Triple

T21089372
Position Surface form Disambiguated ID Type / Status
Subject Edward Hicks E519591 entity
Predicate burialPlace P196 FINISHED
Object Newtown Friends Cemetery, Pennsylvania NE NERFINISHED

How this triple was built (3 steps)

Every LLM step that produced this triple, in pipeline order — named-entity classification, the disambiguation choices (the exact options shown, with the pick highlighted), and the generated description. The batch + timestamp of each is in the Provenance table below.
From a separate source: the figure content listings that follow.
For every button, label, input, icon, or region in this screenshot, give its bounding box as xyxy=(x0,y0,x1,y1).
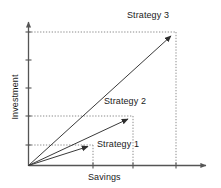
label-strategy-3: Strategy 3 xyxy=(127,10,169,20)
y-axis-label: Investment xyxy=(10,58,20,136)
label-strategy-2: Strategy 2 xyxy=(104,96,146,106)
diagram-canvas xyxy=(0,0,221,188)
x-axis xyxy=(29,163,207,169)
y-axis xyxy=(26,22,32,166)
strategy-vector-diagram: Strategy 3 Strategy 2 Strategy 1 Savings… xyxy=(0,0,221,188)
label-strategy-1: Strategy 1 xyxy=(97,139,139,149)
x-axis-label: Savings xyxy=(88,172,121,182)
vector-strategy-1 xyxy=(29,147,89,166)
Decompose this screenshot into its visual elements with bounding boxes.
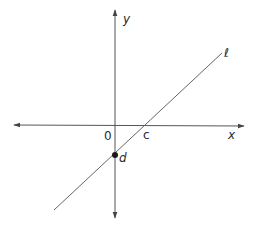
line-l-label: ℓ xyxy=(223,46,229,60)
x-axis-label: x xyxy=(227,128,236,142)
point-c-label: c xyxy=(143,128,150,142)
origin-label: 0 xyxy=(104,129,112,143)
point-d-marker xyxy=(112,152,118,158)
point-d-label: d xyxy=(119,151,127,165)
x-axis xyxy=(14,125,244,126)
y-axis-label: y xyxy=(122,12,131,26)
coordinate-diagram: y ℓ 0 c x d xyxy=(0,0,256,226)
line-l xyxy=(54,53,222,210)
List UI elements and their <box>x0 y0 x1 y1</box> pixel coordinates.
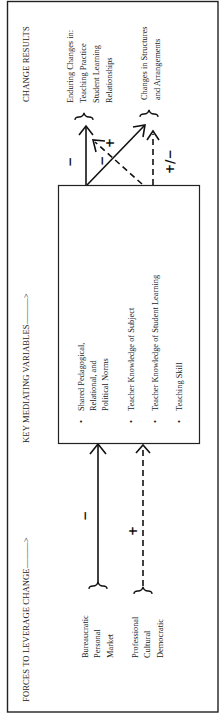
sign-plus: + <box>103 138 117 148</box>
mediating-item-knowledge-subject: • Teacher Knowledge of Subject <box>127 307 136 423</box>
bullet-icon: • <box>77 420 86 423</box>
bullet-icon: • <box>175 420 184 423</box>
result-line: Relationships <box>105 57 114 103</box>
forces-group-bureaucratic: Bureaucratic Personal Market <box>81 615 115 658</box>
arrowhead-icon <box>147 131 159 140</box>
sign-plus: + <box>126 526 140 536</box>
result-line: Changes in Structures <box>140 26 149 100</box>
force-label: Market <box>106 633 115 658</box>
force-label: Professional <box>131 616 140 658</box>
force-label: Cultural <box>143 630 152 658</box>
bullet-icon: • <box>151 420 160 423</box>
force-label: Bureaucratic <box>81 615 90 658</box>
header-key-mediating-variables: KEY MEDIATING VARIABLES———> <box>21 293 31 443</box>
brace-icon <box>89 582 107 589</box>
brace-icon <box>134 587 152 594</box>
result-line: and Arrangements <box>153 39 162 100</box>
sign-minus: − <box>95 156 109 166</box>
mediating-item-line: Political Norms <box>101 358 110 411</box>
header-change-results: CHANGE RESULTS <box>21 26 31 102</box>
brace-icon <box>75 113 93 120</box>
result-changes-structures: Changes in Structures and Arrangements <box>140 26 162 100</box>
mediating-item-knowledge-student-learning: • Teacher Knowledge of Student Learning <box>151 274 160 423</box>
force-label: Personal <box>93 628 102 658</box>
mediating-item-line: Teacher Knowledge of Subject <box>127 307 136 411</box>
bullet-icon: • <box>127 420 136 423</box>
forces-group-professional: Professional Cultural Democratic <box>131 616 165 658</box>
mediating-item-line: Teaching Skill <box>175 362 184 411</box>
mediating-item-line: Teacher Knowledge of Student Learning <box>151 274 160 411</box>
mediating-item-line: Relational, and <box>89 359 98 411</box>
brace-icon <box>140 110 158 117</box>
result-line: Enduring Changes in: <box>66 30 75 103</box>
sign-minus: − <box>78 511 92 521</box>
force-label: Democratic <box>156 619 165 658</box>
sign-minus: − <box>63 157 77 167</box>
solid-arrow-to-structures <box>87 126 144 185</box>
mediating-item-line: Shared Pedagogical, <box>77 343 86 411</box>
header-forces-to-leverage-change: FORCES TO LEVERAGE CHANGE———> <box>21 537 31 702</box>
result-line: Student Learning <box>92 44 101 103</box>
result-line: Teaching Practice <box>79 43 88 103</box>
result-enduring-changes: Enduring Changes in: Teaching Practice S… <box>66 30 114 103</box>
leverage-change-diagram: CHANGE RESULTS KEY MEDIATING VARIABLES——… <box>0 0 224 722</box>
sign-plus-minus: +/− <box>163 150 177 175</box>
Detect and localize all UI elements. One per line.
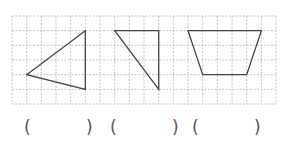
answer-2-close-paren: ): [172, 117, 179, 137]
dashed-grid: [12, 16, 276, 104]
grid-diagram: [0, 0, 285, 148]
answer-1-close-paren: ): [86, 117, 93, 137]
answer-3-close-paren: ): [254, 117, 261, 137]
answer-3-open-paren: (: [192, 117, 199, 137]
answer-1-open-paren: (: [24, 117, 31, 137]
trapezoid: [188, 31, 261, 75]
answer-2-open-paren: (: [110, 117, 117, 137]
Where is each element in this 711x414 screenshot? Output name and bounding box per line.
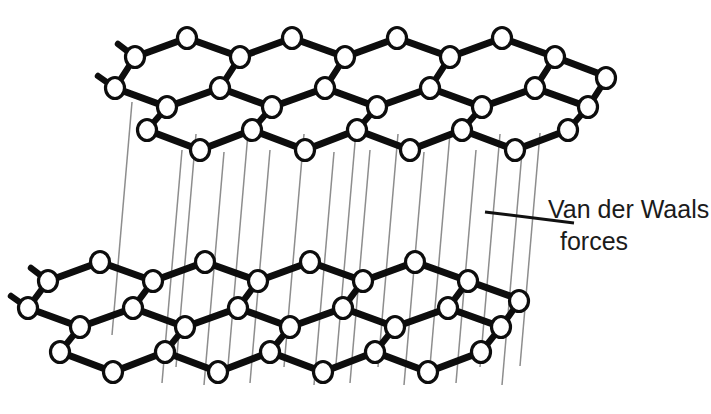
carbon-atom	[191, 140, 210, 161]
carbon-atom	[439, 298, 458, 319]
carbon-atom	[176, 317, 195, 338]
carbon-atom	[368, 97, 387, 118]
carbon-atom	[71, 317, 90, 338]
carbon-atom	[296, 140, 315, 161]
carbon-atom	[406, 252, 425, 273]
carbon-atom	[388, 28, 407, 49]
carbon-atom	[231, 47, 250, 68]
carbon-atom	[106, 78, 125, 99]
carbon-atom	[243, 120, 262, 141]
carbon-atom	[419, 362, 438, 383]
vdw-label-line2: forces	[560, 227, 628, 255]
carbon-atom	[39, 271, 58, 292]
carbon-atom	[138, 120, 157, 141]
carbon-atom	[492, 317, 511, 338]
carbon-atom	[229, 298, 248, 319]
carbon-atom	[546, 47, 565, 68]
carbon-atom	[559, 120, 578, 141]
carbon-atom	[104, 362, 123, 383]
carbon-atom	[196, 252, 215, 273]
carbon-atom	[459, 271, 478, 292]
carbon-atom	[281, 317, 300, 338]
carbon-atom	[91, 252, 110, 273]
carbon-atom	[506, 140, 525, 161]
carbon-atom	[401, 140, 420, 161]
carbon-atom	[283, 28, 302, 49]
carbon-atom	[156, 342, 175, 363]
carbon-atom	[510, 291, 529, 312]
carbon-atom	[316, 78, 335, 99]
carbon-atom	[51, 342, 70, 363]
carbon-atom	[421, 78, 440, 99]
carbon-atom	[263, 97, 282, 118]
carbon-atom	[124, 298, 143, 319]
carbon-atom	[261, 342, 280, 363]
carbon-atom	[209, 362, 228, 383]
carbon-atom	[301, 252, 320, 273]
carbon-atom	[249, 271, 268, 292]
carbon-atom	[144, 271, 163, 292]
carbon-atom	[211, 78, 230, 99]
carbon-atom	[441, 47, 460, 68]
carbon-atom	[178, 28, 197, 49]
carbon-atom	[336, 47, 355, 68]
carbon-atom	[453, 120, 472, 141]
vdw-label-line1: Van der Waals	[548, 195, 709, 223]
carbon-atom	[473, 97, 492, 118]
carbon-atom	[366, 342, 385, 363]
carbon-atom	[158, 97, 177, 118]
carbon-atom	[314, 362, 333, 383]
carbon-atom	[348, 120, 367, 141]
carbon-atom	[19, 298, 38, 319]
carbon-atom	[526, 78, 545, 99]
carbon-atom	[126, 47, 145, 68]
carbon-atom	[493, 28, 512, 49]
carbon-atom	[579, 97, 598, 118]
carbon-atom	[472, 342, 491, 363]
graphite-structure-figure: Van der Waals forces	[0, 0, 711, 414]
carbon-atom	[334, 298, 353, 319]
carbon-atom	[386, 317, 405, 338]
carbon-atom	[597, 68, 616, 89]
carbon-atom	[354, 271, 373, 292]
graphite-lattice-illustration: Van der Waals forces	[0, 0, 711, 414]
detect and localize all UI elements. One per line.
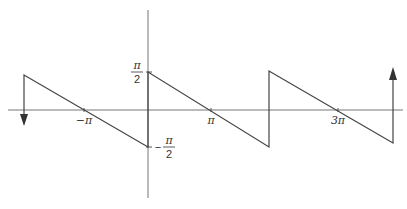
y-label-neg-pi-over-2: − π 2 [155, 134, 175, 160]
svg-text:−: − [155, 141, 161, 153]
y-label-pi-over-2: π 2 [131, 59, 143, 85]
svg-text:2: 2 [134, 73, 140, 85]
svg-text:π: π [132, 59, 141, 72]
sawtooth-graph: −π π 3π π 2 − π 2 [0, 0, 407, 209]
svg-text:π: π [164, 134, 173, 147]
svg-text:2: 2 [166, 148, 172, 160]
x-label-3pi: 3π [331, 114, 346, 127]
x-label-neg-pi: −π [76, 114, 93, 127]
arrow-down-icon [20, 114, 28, 126]
arrow-up-icon [389, 67, 397, 80]
x-label-pi: π [206, 114, 215, 127]
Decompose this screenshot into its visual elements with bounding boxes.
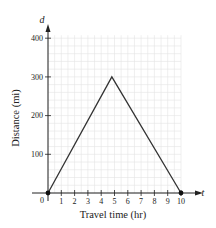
y-tick-label: 200 bbox=[31, 111, 43, 120]
x-tick-label: 1 bbox=[59, 197, 63, 206]
y-axis-variable: d bbox=[40, 14, 46, 25]
x-tick-label: 10 bbox=[177, 197, 185, 206]
data-point-marker bbox=[179, 191, 184, 196]
x-tick-label: 5 bbox=[113, 197, 117, 206]
x-tick-label: 7 bbox=[139, 197, 143, 206]
origin-label: 0 bbox=[40, 196, 44, 205]
y-tick-label: 300 bbox=[31, 73, 43, 82]
grid bbox=[48, 35, 181, 193]
x-tick-label: 2 bbox=[73, 197, 77, 206]
axes: 12345678910100200300400 bbox=[31, 24, 203, 206]
x-tick-label: 8 bbox=[152, 197, 156, 206]
y-axis-label: Distance (mi) bbox=[10, 89, 22, 147]
x-axis-label: Travel time (hr) bbox=[80, 209, 147, 221]
x-axis-variable: t bbox=[202, 187, 205, 198]
data-point-marker bbox=[46, 191, 51, 196]
x-tick-label: 9 bbox=[166, 197, 170, 206]
y-axis-arrow-icon bbox=[46, 24, 51, 32]
y-tick-label: 400 bbox=[31, 34, 43, 43]
x-tick-label: 6 bbox=[126, 197, 130, 206]
x-tick-label: 3 bbox=[86, 197, 90, 206]
y-tick-label: 100 bbox=[31, 150, 43, 159]
distance-time-chart: 12345678910100200300400 Distance (mi) Tr… bbox=[0, 0, 216, 228]
x-tick-label: 4 bbox=[99, 197, 103, 206]
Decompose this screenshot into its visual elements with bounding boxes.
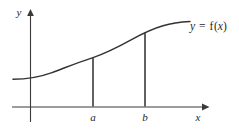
x-tick-label-a: a [90, 111, 96, 123]
x-axis-label: x [195, 111, 201, 123]
graph-canvas: y x a b y=f(x) [0, 0, 239, 133]
curve-label: y=f(x) [189, 20, 227, 33]
curve-label-close-paren: ) [223, 20, 227, 33]
curve-label-equals: = [199, 20, 206, 32]
y-axis-arrowhead-icon [27, 9, 34, 16]
curve-label-y: y [189, 20, 196, 33]
function-curve [13, 22, 190, 80]
y-axis-label: y [16, 6, 22, 18]
x-axis-arrowhead-icon [202, 104, 210, 111]
function-graph-figure: y x a b y=f(x) [0, 0, 239, 133]
x-tick-label-b: b [142, 111, 148, 123]
curve-label-lhs: y=f(x) [189, 20, 227, 33]
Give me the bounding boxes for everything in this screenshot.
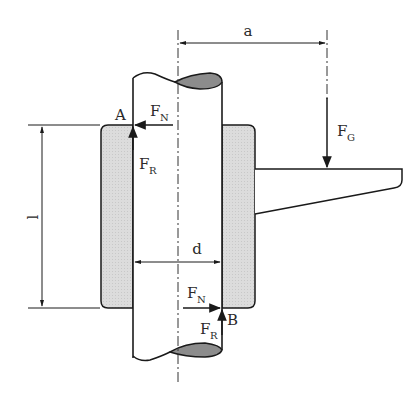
svg-text:N: N xyxy=(160,112,169,123)
svg-text:R: R xyxy=(149,165,157,176)
dimension-l: l xyxy=(24,125,100,308)
svg-text:G: G xyxy=(347,132,355,143)
dim-d-label: d xyxy=(192,240,202,258)
svg-text:F: F xyxy=(139,155,149,173)
bracket-arm xyxy=(255,169,402,214)
sleeve-right-part xyxy=(222,125,255,308)
svg-text:N: N xyxy=(197,294,206,305)
svg-text:F: F xyxy=(150,102,160,120)
sleeve-shaft-diagram: a F G l d A F N F R F N B F R xyxy=(0,0,420,395)
force-weight: F G xyxy=(327,98,355,167)
svg-text:F: F xyxy=(200,320,210,338)
dim-l-label: l xyxy=(24,214,42,219)
sleeve-left-part xyxy=(101,125,133,308)
svg-text:R: R xyxy=(210,330,218,341)
point-b-label: B xyxy=(227,311,238,329)
dim-a-label: a xyxy=(244,22,253,40)
point-a-label: A xyxy=(114,106,126,124)
svg-text:F: F xyxy=(187,284,197,302)
svg-text:F: F xyxy=(337,122,347,140)
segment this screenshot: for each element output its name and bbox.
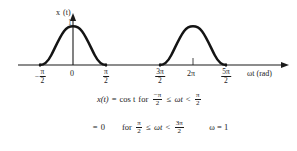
x-axis (18, 62, 289, 68)
eq2-lower-bound-fraction: π 2 (136, 120, 142, 136)
eq1-relation-left: ≤ (167, 95, 172, 104)
eq2-upper-bound-fraction: 3π 2 (175, 120, 184, 136)
x-axis-label: ωt (rad) (247, 70, 272, 78)
tick-label-two-pi: 2π (187, 70, 195, 78)
tick-label-half-pi: π 2 (103, 68, 109, 85)
eq1-lower-denominator: 2 (156, 100, 160, 108)
y-axis-label-argument: (t) (63, 8, 71, 17)
figure-container: x(t) 1 ωt (rad) − π 2 0 π 2 3π 2 2π 5π 2… (0, 0, 297, 151)
tick-label-denominator: 2 (224, 77, 228, 85)
eq2-relation-left: ≤ (146, 123, 151, 132)
equation-line-2: = 0 for π 2 ≤ ωt < 3π 2 ω = 1 (0, 120, 297, 136)
y-axis-label: x(t) (56, 9, 71, 17)
equation-line-1: x(t) = cos t for −π 2 ≤ ωt < π 2 (0, 92, 297, 108)
eq2-lower-denominator: 2 (137, 128, 141, 136)
eq2-equals: = (93, 123, 98, 132)
tick-label-origin: 0 (70, 70, 74, 78)
y-axis-label-variable: x (56, 8, 60, 17)
equation-block: x(t) = cos t for −π 2 ≤ ωt < π 2 (0, 92, 297, 136)
eq1-equals: = (112, 95, 117, 104)
tick-label-three-half-pi: 3π 2 (155, 68, 165, 85)
eq2-connector: for (122, 123, 132, 132)
eq1-lhs: x(t) (97, 95, 109, 104)
eq2-variable: ωt (154, 123, 162, 132)
eq1-connector: for (138, 95, 148, 104)
tick-label-sign: − (35, 73, 39, 81)
eq2-relation-right: < (165, 123, 170, 132)
eq2-upper-denominator: 2 (177, 128, 181, 136)
eq1-variable: ωt (174, 95, 182, 104)
tick-marks (40, 58, 226, 67)
eq2-condition: ω = 1 (209, 123, 228, 132)
tick-label-denominator: 2 (104, 77, 108, 85)
tick-label-five-half-pi: 5π 2 (221, 68, 231, 85)
eq2-value: 0 (101, 123, 105, 132)
x-axis-arrowhead (281, 62, 289, 68)
tick-label-denominator: 2 (40, 77, 44, 85)
eq1-expression: cos t (119, 95, 135, 104)
tick-label-neg-half-pi: − π 2 (35, 68, 46, 85)
eq1-upper-bound-fraction: π 2 (195, 92, 201, 108)
eq1-relation-right: < (186, 95, 191, 104)
tick-label-denominator: 2 (158, 77, 162, 85)
y-peak-label: 1 (68, 19, 72, 27)
eq1-lower-bound-fraction: −π 2 (153, 92, 162, 108)
eq1-upper-denominator: 2 (196, 100, 200, 108)
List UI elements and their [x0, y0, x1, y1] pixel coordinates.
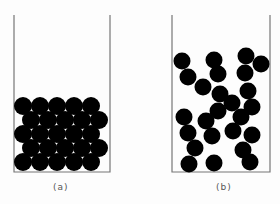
sphere	[48, 153, 66, 171]
sphere	[240, 83, 257, 100]
sphere	[181, 156, 198, 173]
sphere	[195, 79, 212, 96]
sphere	[253, 56, 270, 73]
sphere	[210, 66, 227, 83]
sphere	[14, 153, 32, 171]
panel-a-container	[14, 15, 110, 172]
sphere	[242, 154, 259, 171]
sphere	[174, 53, 191, 70]
sphere	[31, 153, 49, 171]
sphere	[187, 140, 204, 157]
sphere	[225, 123, 242, 140]
sphere	[82, 153, 100, 171]
figure-canvas	[0, 0, 280, 204]
sphere	[176, 109, 193, 126]
sphere	[198, 113, 215, 130]
sphere	[180, 69, 197, 86]
sphere	[65, 153, 83, 171]
sphere	[204, 128, 221, 145]
sphere	[180, 125, 197, 142]
panel-b-label: (b)	[216, 182, 232, 192]
sphere	[206, 155, 223, 172]
panel-b-container	[172, 15, 270, 173]
sphere	[244, 127, 261, 144]
sphere	[238, 48, 255, 65]
panel-a-label: (a)	[53, 182, 69, 192]
sphere	[237, 65, 254, 82]
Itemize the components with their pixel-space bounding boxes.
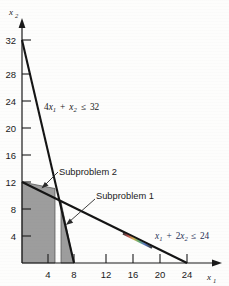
constraint-1-sub2: 2 (73, 106, 77, 113)
x-tick-label-4: 4 (45, 269, 50, 280)
y-tick-label-4: 4 (11, 231, 16, 242)
subproblem-1-label: Subproblem 1 (96, 191, 154, 201)
constraint-2-rhs: 24 (200, 231, 210, 241)
y-axis-label: x (8, 7, 13, 17)
x-axis-label: x (206, 272, 211, 282)
y-tick-label-32: 32 (5, 35, 16, 46)
subproblem-2-label: Subproblem 2 (59, 167, 117, 177)
x-tick-label-20: 20 (155, 269, 166, 280)
shaded-region-subproblem-2 (22, 182, 55, 263)
constraint-1-rhs: 32 (90, 102, 100, 112)
constraint-2-plus: + (166, 231, 171, 241)
x-tick-label-8: 8 (71, 269, 76, 280)
x-tick-label-12: 12 (101, 269, 112, 280)
scan-artifact-highlight (123, 234, 152, 248)
subproblem-1-leader (66, 199, 95, 225)
constraint-2-label: x1+2x2≤24 (154, 231, 210, 242)
y-tick-label-24: 24 (5, 96, 16, 107)
constraint-2-relation: ≤ (191, 231, 196, 241)
chart-figure: x 2 x 1 4 8 12 16 20 24 28 32 4 8 12 16 … (0, 0, 229, 286)
x-axis-arrowhead (212, 260, 222, 267)
x-tick-label-24: 24 (182, 269, 193, 280)
x-axis-label-subscript: 1 (213, 277, 216, 284)
y-axis-label-subscript: 2 (15, 12, 19, 19)
x-tick-label-16: 16 (128, 269, 139, 280)
constraint-2-sub1: 1 (159, 235, 162, 242)
plot-svg: x 2 x 1 4 8 12 16 20 24 28 32 4 8 12 16 … (0, 0, 229, 286)
y-tick-label-16: 16 (5, 150, 16, 161)
constraint-2-sub2: 2 (184, 235, 188, 242)
y-tick-label-20: 20 (5, 123, 16, 134)
constraint-1-plus: + (60, 102, 65, 112)
y-axis-arrowhead (19, 18, 26, 28)
constraint-1-sub1: 1 (53, 106, 56, 113)
constraint-1-relation: ≤ (81, 102, 86, 112)
constraint-1-label: 4x1+x2≤32 (44, 102, 100, 113)
y-tick-label-12: 12 (5, 177, 16, 188)
y-tick-label-8: 8 (11, 204, 16, 215)
y-tick-label-28: 28 (5, 69, 16, 80)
NER Named-entity recognition gpt-5-mini
Instruction
Given a phrase, classify it is english named entity (e.g., persons, organizations, works of art) in Latin script, or not (e.g., literals, dates, URLs, verbose phrases). For disambiguation, the statement where the phrase occurs as object is also given. Please return a JSON object with `phrase` (string, the phrase being analyzed) and `is_ne` (boolean, indicating whether the phrase is a Named Entity).
Input
Phrase: Newtown Friends Cemetery, Pennsylvania | Statement: [Edward Hicks, burialPlace, Newtown Friends Cemetery, Pennsylvania]
NED1 Entity disambiguation (via context triple) gpt-5-mini-2025-08-07
Target entity: Newtown Friends Cemetery, Pennsylvania
Context triple: [Edward Hicks, burialPlace, Newtown Friends Cemetery, Pennsylvania]
  • A. Prospect Hill Cemetery, York, Pennsylvania
    Prospect Hill Cemetery in York, Pennsylvania is a historic burial ground known for interring notable figures from American history, including Founding Father Philip Livingston.
  • B. Harrisburg Cemetery
    Harrisburg Cemetery is a historic burial ground in Harrisburg, Pennsylvania, known as the final resting place of prominent political and civic figures.
  • C. Johnstown Colonial Cemetery
    Johnstown Colonial Cemetery is a historic burial ground in Johnstown, New York, notable for its early American graves and association with the region’s colonial-era history.
  • D. The Woodlands Cemetery, Philadelphia
    The Woodlands Cemetery in Philadelphia is a historic 19th-century rural cemetery and former estate known for its notable burials, landscaped grounds, and significant funerary art and architecture.
  • E. Laurel Hill Cemetery, Philadelphia
    Laurel Hill Cemetery in Philadelphia is a historic 19th-century rural cemetery and National Historic Landmark known for its elaborate monuments and as the resting place of many prominent Americans.
  • F. None of above. chosen
  • G. Unsure - the case is ambiguous/there is not enough information to decide.
NED2 Entity disambiguation (via description) gpt-5-mini-2025-08-07
Target entity: Newtown Friends Cemetery, Pennsylvania
Target entity description: Newtown Friends Cemetery in Pennsylvania is a historic Quaker burial ground best known as the final resting place of the folk painter and minister Edward Hicks.
  • A. Prospect Hill Cemetery, York, Pennsylvania
    Prospect Hill Cemetery in York, Pennsylvania is a historic burial ground known for interring notable figures from American history, including Founding Father Philip Livingston.
  • B. Harrisburg Cemetery
    Harrisburg Cemetery is a historic burial ground in Harrisburg, Pennsylvania, known as the final resting place of prominent political and civic figures.
  • C. Johnstown Colonial Cemetery
    Johnstown Colonial Cemetery is a historic burial ground in Johnstown, New York, notable for its early American graves and association with the region’s colonial-era history.
  • D. The Woodlands Cemetery, Philadelphia
    The Woodlands Cemetery in Philadelphia is a historic 19th-century rural cemetery and former estate known for its notable burials, landscaped grounds, and significant funerary art and architecture.
  • E. Laurel Hill Cemetery, Philadelphia
    Laurel Hill Cemetery in Philadelphia is a historic 19th-century rural cemetery and National Historic Landmark known for its elaborate monuments and as the resting place of many prominent Americans.
  • F. None of above. chosen

Provenance (2 batches)

The batch behind each pipeline step, in order, with when it ran. Timestamps are batch-level — stages were processed in waves, so the object chain (NER → NED1 → NEDg → NED2) reads in order, but predicate / elicitation batches can sit in a different wave.

Step Stage Batch ID Status When
creating Elicitation batch_69e0b507dd9081908fb8bfcbef4c8b46 completed April 16, 2026, 10:08 a.m.
NER Named-entity recognition batch_69e7094dd65481909391ed74115afc23 completed April 21, 2026, 5:21 a.m.
Created at: April 16, 2026, 2:50 p.m.